Methods: We applied neuroanatomical normative modeling to magnetic resonance imaging from a real-world clinical cohort with confirmed AD (n = 86). Regional cortical thickness was compared to a healthy reference cohort (n = 33,072) and the number of outlying regions was summed (total outlier count) and mapped at individual- and group-levels.
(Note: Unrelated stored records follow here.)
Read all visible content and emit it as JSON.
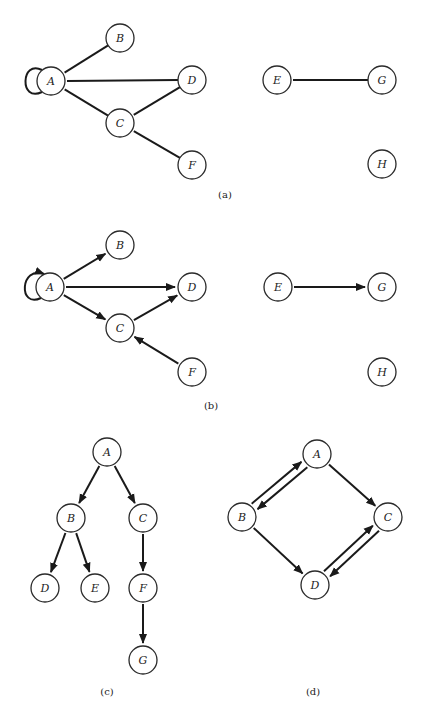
{
  "figure": {
    "node_radius": 14,
    "colors": {
      "stroke": "#1a1a1a",
      "fill": "#ffffff",
      "text": "#222222"
    }
  },
  "panels": [
    {
      "id": "a",
      "caption": "(a)",
      "caption_pos": [
        225,
        198
      ],
      "type": "undirected",
      "nodes": [
        {
          "id": "A",
          "label": "A",
          "x": 51,
          "y": 81
        },
        {
          "id": "B",
          "label": "B",
          "x": 120,
          "y": 38
        },
        {
          "id": "D",
          "label": "D",
          "x": 192,
          "y": 80
        },
        {
          "id": "C",
          "label": "C",
          "x": 120,
          "y": 123
        },
        {
          "id": "F",
          "label": "F",
          "x": 192,
          "y": 165
        },
        {
          "id": "E",
          "label": "E",
          "x": 277,
          "y": 80
        },
        {
          "id": "G",
          "label": "G",
          "x": 382,
          "y": 80
        },
        {
          "id": "H",
          "label": "H",
          "x": 382,
          "y": 164
        }
      ],
      "edges": [
        {
          "from": "A",
          "to": "A",
          "loop": true
        },
        {
          "from": "A",
          "to": "B"
        },
        {
          "from": "A",
          "to": "D"
        },
        {
          "from": "A",
          "to": "C"
        },
        {
          "from": "C",
          "to": "D"
        },
        {
          "from": "C",
          "to": "F"
        },
        {
          "from": "E",
          "to": "G"
        }
      ]
    },
    {
      "id": "b",
      "caption": "(b)",
      "caption_pos": [
        211,
        409
      ],
      "type": "directed",
      "nodes": [
        {
          "id": "A",
          "label": "A",
          "x": 50,
          "y": 287
        },
        {
          "id": "B",
          "label": "B",
          "x": 120,
          "y": 245
        },
        {
          "id": "D",
          "label": "D",
          "x": 192,
          "y": 287
        },
        {
          "id": "C",
          "label": "C",
          "x": 120,
          "y": 328
        },
        {
          "id": "F",
          "label": "F",
          "x": 192,
          "y": 372
        },
        {
          "id": "E",
          "label": "E",
          "x": 278,
          "y": 287
        },
        {
          "id": "G",
          "label": "G",
          "x": 382,
          "y": 287
        },
        {
          "id": "H",
          "label": "H",
          "x": 382,
          "y": 372
        }
      ],
      "edges": [
        {
          "from": "A",
          "to": "A",
          "loop": true
        },
        {
          "from": "A",
          "to": "B"
        },
        {
          "from": "A",
          "to": "D"
        },
        {
          "from": "A",
          "to": "C"
        },
        {
          "from": "C",
          "to": "D"
        },
        {
          "from": "F",
          "to": "C"
        },
        {
          "from": "E",
          "to": "G"
        }
      ]
    },
    {
      "id": "c",
      "caption": "(c)",
      "caption_pos": [
        107,
        695
      ],
      "type": "directed",
      "nodes": [
        {
          "id": "A",
          "label": "A",
          "x": 107,
          "y": 452
        },
        {
          "id": "B",
          "label": "B",
          "x": 71,
          "y": 518
        },
        {
          "id": "C",
          "label": "C",
          "x": 143,
          "y": 518
        },
        {
          "id": "D",
          "label": "D",
          "x": 45,
          "y": 588
        },
        {
          "id": "E",
          "label": "E",
          "x": 95,
          "y": 588
        },
        {
          "id": "F",
          "label": "F",
          "x": 143,
          "y": 588
        },
        {
          "id": "G",
          "label": "G",
          "x": 143,
          "y": 660
        }
      ],
      "edges": [
        {
          "from": "A",
          "to": "B"
        },
        {
          "from": "A",
          "to": "C"
        },
        {
          "from": "B",
          "to": "D"
        },
        {
          "from": "B",
          "to": "E"
        },
        {
          "from": "C",
          "to": "F"
        },
        {
          "from": "F",
          "to": "G"
        }
      ]
    },
    {
      "id": "d",
      "caption": "(d)",
      "caption_pos": [
        313,
        695
      ],
      "type": "directed",
      "nodes": [
        {
          "id": "A",
          "label": "A",
          "x": 317,
          "y": 454
        },
        {
          "id": "B",
          "label": "B",
          "x": 242,
          "y": 517
        },
        {
          "id": "C",
          "label": "C",
          "x": 388,
          "y": 517
        },
        {
          "id": "D",
          "label": "D",
          "x": 315,
          "y": 585
        }
      ],
      "edges": [
        {
          "from": "B",
          "to": "A",
          "offset": -4
        },
        {
          "from": "A",
          "to": "B",
          "offset": -4
        },
        {
          "from": "A",
          "to": "C"
        },
        {
          "from": "B",
          "to": "D"
        },
        {
          "from": "D",
          "to": "C",
          "offset": -4
        },
        {
          "from": "C",
          "to": "D",
          "offset": -4
        }
      ]
    }
  ]
}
Results: The superior temporal sulcus contained the highest proportion of outliers (60%). Elsewhere, overlap between patient atrophy patterns was low. Mean total outlier count was higher in patients who were non-amnestic, at more advanced disease stages, and without depressive symptoms. Amyloid burden was negatively associated with outlier count.
Discussion: Brain atrophy in AD is highly heterogeneous and neuroanatomical normative modeling can be used to explore anatomo-clinical correlations in individual patients.
导言:忽视阿尔茨海默病(AD)的异质性可能导致诊断延误和失败。神经解剖学规范建模能捕捉大脑个体差异,可帮助我们了解阿尔茨海默病相关萎缩的个体差异:我们将神经解剖常模应用于确诊为 AD 的真实世界临床队列(n = 86)的磁共振成像。我们将区域皮层厚度与健康参考队列(n = 33,072)进行了比较,并对离群区域的数量进行了加总(总离群计数),然后绘制了个体和群体层面的图谱:结果:颞上沟的异常值比例最高(60%)。其他患者的萎缩模式重叠率较低。非躁狂症患者、疾病晚期患者和无抑郁症状患者的离群值平均总数较高。淀粉样蛋白负荷与离群点数量呈负相关:讨论:注意力缺失症患者的脑萎缩具有高度异质性,神经解剖常模可用于探索个体患者的解剖与临床相关性。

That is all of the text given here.